Delphine de Vigan, Nothing Holds Back the Night (French 2011, Eng 2014)

This year I listed Delphine de Vigan as a writer I wanted to read. I borrowed Nothing holds back the night from the library, but I was slightly hesitant. I had tried to read this book before, several years ago, but I had stopped after 20 or 30 pages. It was too heavy, too sad. Last time (and first time) I had read De Vigan was in 2018, with Based on a True Story. It was amazing. So this time I wanted to persevere… And eventually it was totally worth it!

Delphine de Vigan tells her mother’s life and death: she doesn’t shy away from all the hardships and the shadows of her life and of the surrounding family’s. The cover says it’s a novel, but the reader is hooked into the story from the start by Delphine’s voice. She needs to write this book to process the trauma of her mother’s suicide and try to understand her.

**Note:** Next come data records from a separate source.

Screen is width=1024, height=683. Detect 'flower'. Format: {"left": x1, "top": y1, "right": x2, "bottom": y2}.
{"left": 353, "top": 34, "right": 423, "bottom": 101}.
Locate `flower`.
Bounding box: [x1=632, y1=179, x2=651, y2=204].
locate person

The book is the result of her intense research among surviving siblings, but also analysis and doubts and hypothesis. There are many unexplained things in the book, and we don’t get to know what the author decided to modify to respect her family’s privacy. The addition of this word “novel” feels like a protection for her family but also a signal to the reader.

The book starts with Lucille’s death, which is actually a suicide. Lucille is Delphine’s mother, but also one of the daughters of a large, fanciful family. Lucile grew up among many brothers and sisters, at first in poverty but then in a rather wealthy environment. Lucille’s life story enfolds from childhood to troubled teen years to adult life marred with mental health issues. It really reads like a novel, but it is interrupted by shorter chapters about Delphine’s writing endeavor, her struggles and doubts.

It is difficult to describe how the book charm operates. I’m not a fan of books on dysfunctional families and family drama, but Delphine made me deeply care. Some people said that her family secrets are nobody’s business than her own, but I disagree after having read the book. She’s not trying to show off or settle scores. She wants to reflect on the truth and shares with us readers the difficulty to get to one truth, to understand a person even if and all the more as she’s close to you. I had assumed that it might be a bit voyeuristic and uncomfortable. Uncomfortable it is, and intimate, but as we see the reluctance and care that the writer has in writing the book itself, the voyeuristic part is avoided. It could have gone wrong in so many ways, but the result is to put to Delphine de Vigan’s credit.